If you were looking for a credible witness of any event in first century Rome, you would not think to ask a woman for her testimony. The same held true throughout the entire Roman Empire. So why did God choose a woman to be the first to witness Christ in His resurrected body? And a woman with an unsavory past at that?
Jesus’ death and resurrection ushered in a new covenant order. An order that Paul would later articulate in his letter to the Galatians:"There is neither Jew nor Greek, there is neither slave nor free, there is neither male nor female; for you are all one in Christ Jesus." (Galatians 3:28).
This was a revolutionary teaching for every culture of that day. It is still revolutionary in places where ethnic, racial, and gender differences divide people into separate identity groups.
But Christ came to make us one in Him; and He ended the “war on women,” which was universally waged in even the more civilized cultures of His day. The philosophers Plato and Aristotle, revered by so many, had a low view of women. Plato taught that if a man lived a cowardly life, he would be reincarnated as a woman. According to Aristotle, the status of women in society was somewhere between a free man and a slave, and slaves were of little value. In ancient Rome, infant girls were exposed in such great numbers that marriage customs were affected, and girls who survived infancy married at a young age.
In non-Christian cultures today, men still treat women as property to be used and abused at will. The major religions of Hinduism, Buddhism, and Islam all consider women inferior to men. Until Christianity began to impact the society of India in the first quarter of the 19th century, a widow was required to throw herself on her husband’s funeral pyre. Christian missionaries who entered China in the late nineteenth-century found that baby girls were often exposed at birth. Today so many baby girls are being aborted it is affecting China’s population balance, and it is commonplace in India. The Muslim terrorists of ISIS are systematically raping women as part of their campaign of terror.
In contrast to the subjugation and mistreatment of women and girls found in virtually every pagan and non-Christian culture, with the first announcement of God’s promise of a coming redeemer in Genesis 3:15, women have had a special place of significance in God’s kingdom.
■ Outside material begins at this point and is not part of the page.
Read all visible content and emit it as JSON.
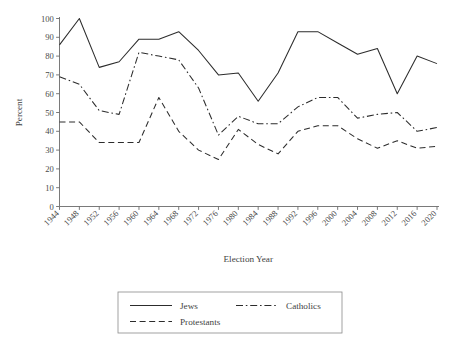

Every Israelite woman could potentially be the one who would bear the promised Messiah. As Dr. D. James Kennedy pointed out, “Throughout Scripture people are referred to as having come from a man. Only Christ is the seed of a woman.”
But for that seed to come, God had to bring life into the dead wombs of Sarah, Rebecca, and Rachel. Only then could His promise to Abraham that in him “all the families of the earth shall be blessed” be fulfilled.
Although He chose twelve men to be His disciples, in Luke 8, we learn that Jesus’ ministry was funded in part through substantial financial gifts of women. As the gospel writer Mark tells us, there were women who followed Jesus and ministered to Him in Galilee, and many went with Him to Jerusalem. Mark also specifically notes that when Jesus was crucified a number of these women stood “looking on from a distance.” Among them was Mary Magdalene.
Giving Mary Magdalene the honor of being the first to see Jesus in His resurrected state was tantamount to making her the first to experience the new order of the new covenant in which every believer exercises the office of priest.
When Mary looked into the tomb and saw the two angels, one sitting at the head and the other at the feet of the place where Jesus had lain, she saw the final “mercy seat”—the place where God’s mercy was fully realized in Jesus’ sacrificial death as the Lamb of God. Now there was no need for another sacrifice for sin—no longer would the High Priest enter the Holy of Holies to sprinkle blood on the mercy seat of atonement. The blood of the final sacrifice for sin was sprinkled on the slab in the tomb where He had lain.
The Almighty God who gave life to the dead wombs of Sarah, Rebecca, and Rachel, gave life again to the Seed of the woman—and He walked out of the tomb. The first to see Him was a woman.
Jesus’ resurrection ushered in a new order. Jesus Christ has ended the war on women.
[bold and italics emphasis mine]
Dr. Karen Gushta is a writer and researcher at Truth in Action Ministries and has recently written How Can America Survive?--The Coming Economic Earthquake. She is also author of The War on Children, and co-author of Ten Truths About Socialism. As a career educator, Dr. Gushta has taught at levels from kindergarten to graduate teacher education in both public and Christian schools in America and overseas. She has a Ph.D. in Philosophy of Education and Masters Degrees in Elementary Education and in Christianity and Culture.